Intro to NLP Monitoring

Whether it's text classification, information extraction, or question answering, use Aporia to monitor your Natural Language Processing models in production.

This guide will walk you through the core concepts of NLP model monitoring, including drift detection and model performance. 🚀

Throughout the guide, we will use a simple sentiment analysis model based on 🤗 HuggingFace:

>>> from transformers import pipeline

>>> classifier = pipeline("sentiment-analysis")

This downloads a default pre-trained model and tokenizer for Sentiment Analysis. Now you can use the classifier on your target text:

>>> classifier("I love cookies and Aporia")
[{'label': 'POSITIVE', 'score': 0.9997883439064026}]

Extract Embeddings

To effectively detect drift in NLP models, we use embeddings.

But... what are embeddings?

Textual data is complex, high-dimensional, and free-form. Embeddings represent text as low-dimensional vectors.

Various language models, such as Word2Vec and transformer-based models like BERT, are used obtain embeddings for NLP models. In case of BERT, embeddings are usually vectors of size 768.

To get embeddings for our HuggingFace model, we'll need to do two things:

  1. Pass output_hidden_states=True to our model params.

  2. When we call pipeline(...) it does a lot of things for us - preprocessing, inference, and post processing. We need to break all of this down into each step, so we can extract the embeddings.

In other words:

classifier = pipeline(
    task="sentiment-analysis",
    model_kwargs={"output_hidden_states": True}
    )

# Preprocessing
model_input = classifier.preprocess("I love cookies and Aporia")

# Inference
model_output = classifier.forward(model_input)

# Postprocessing
classifier.postprocess(model_output)
  # ==> {'label': 'POSITIVE', 'score': 0.9998340606689453} 

And finally, to extract embeddings for this prediction:

embeddings = torch.mean(model_output.hidden_states[-1], dim=1).squeeze()

Storing your Predictions

The next step would be to store your predictions in a data store, including the embeddings themselves. For more information on storing your predictions, please check out the Storing Your Predictions section.

For example, you could use a Parquet file on S3 or a Postgres table that looks like this:

id
raw_text (text)
embeddings (embedding)
prediction (boolean)
score (numeric)
timestamp (datetime)

1

I love cookies and Aporia

[0.77, 0.87, 0.94, ...]

True

0.98

2021-11-20 13:41:00

2

This restaurant was really bad

[0.97, 0.82, 0.13, ...]

False

0.88

2021-11-20 13:45:00

3

Hummus is the tastiest thing ever

[0.14, 0.55, 0.66, ...]

True

0.92

2021-11-20 13:49:00

  • Note that in the prediction column True is the Positive sentiment, and the false is the Negative.

To integrate this type of model follow our Quickstart.

Check out the data sources section for more information about how to connect from different data sources.

Schema mapping

There are 2 unique types in Aporia to help you integrate your NLP model - text, and embedding.

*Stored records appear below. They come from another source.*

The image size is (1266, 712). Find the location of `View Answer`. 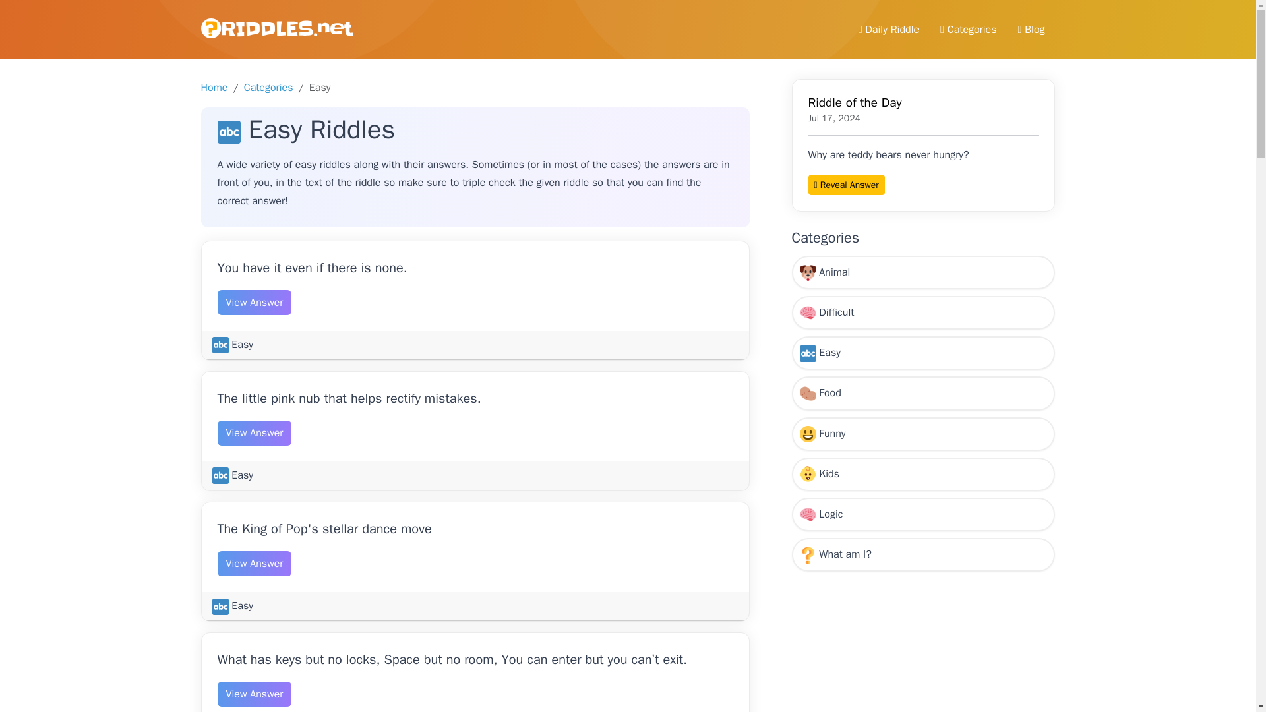

View Answer is located at coordinates (255, 694).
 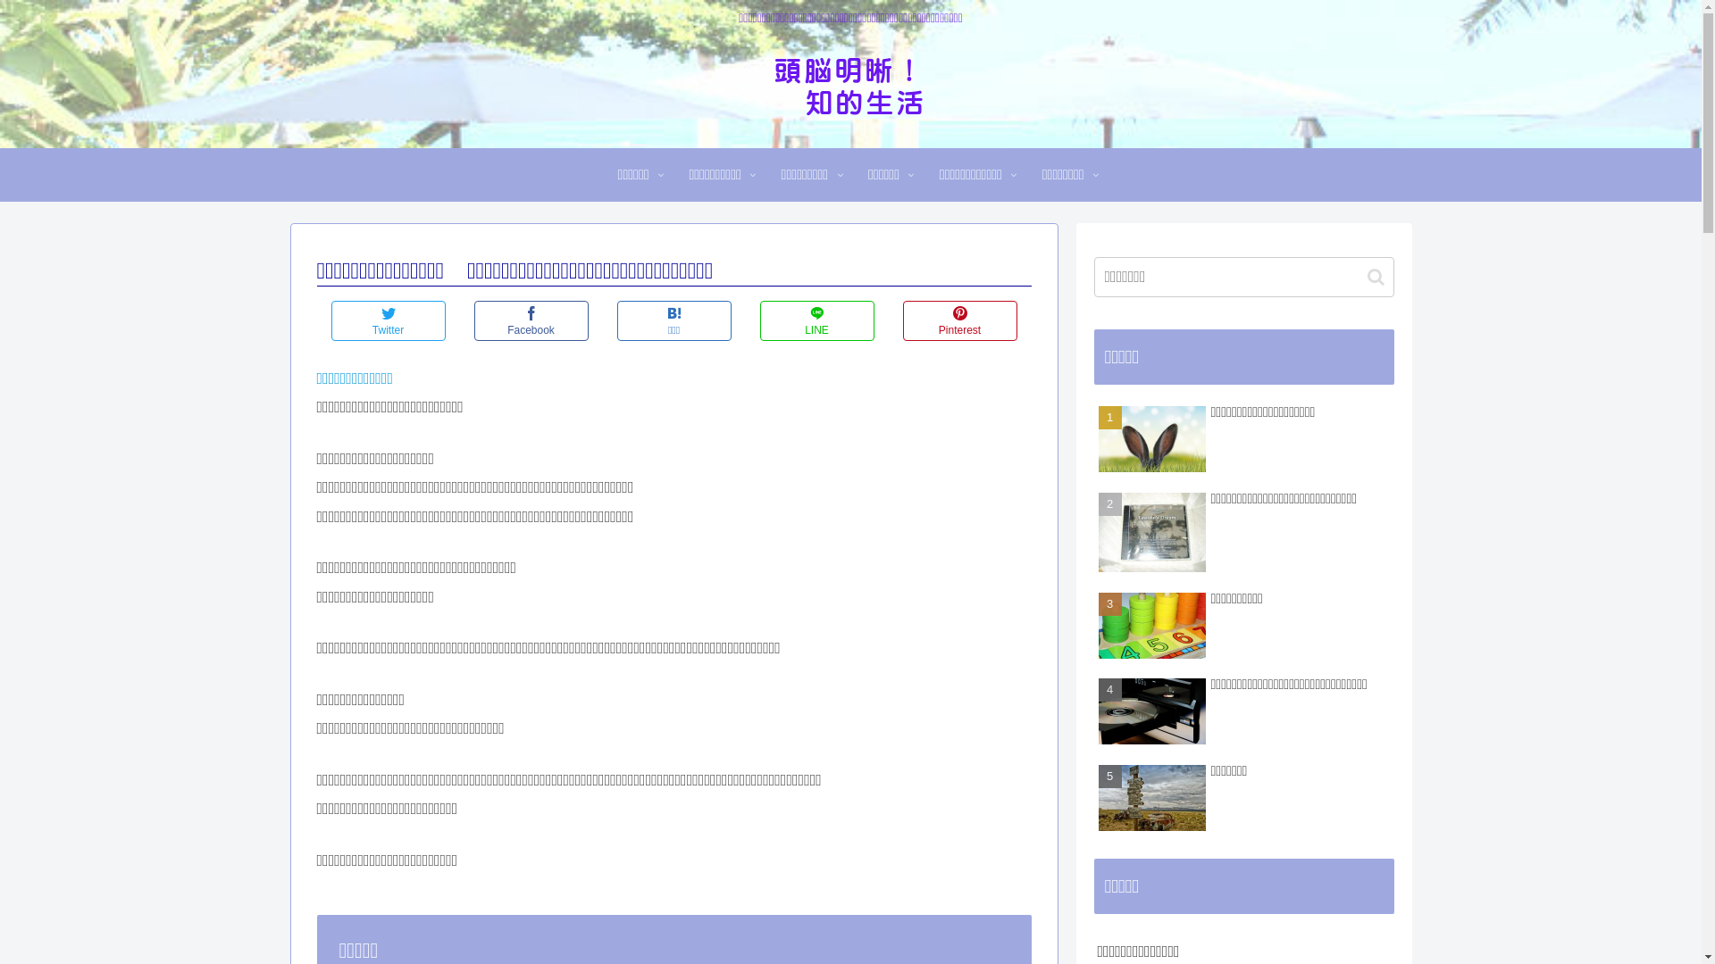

The text should be used with your raw_text column. Note that by default, in the UI every string column will be automatically marked as categorical, but you'll have the option to change it to text for NLP use cases.

The embedding as the name suggested, should be used with your embedding column. Note that by default, in the UI every array column will be automatically marked as array, but you'll have the option to change it to embedding for NLP use cases.

Next steps

  • Create a custom dashboard for your model in Aporia - Drag & drop widgets to show different performance metrics, top drifted features, etc.

  • Visualize NLP drift using Aporia's Embeddings Projector - Use the Embedding Projector widget within the investigation room, to view drift between different datasets in production, using UMAP for dimension reduction.

  • Set up monitors to get notified for ML issues - Including data integrity issues, model performance degradation, and model drift.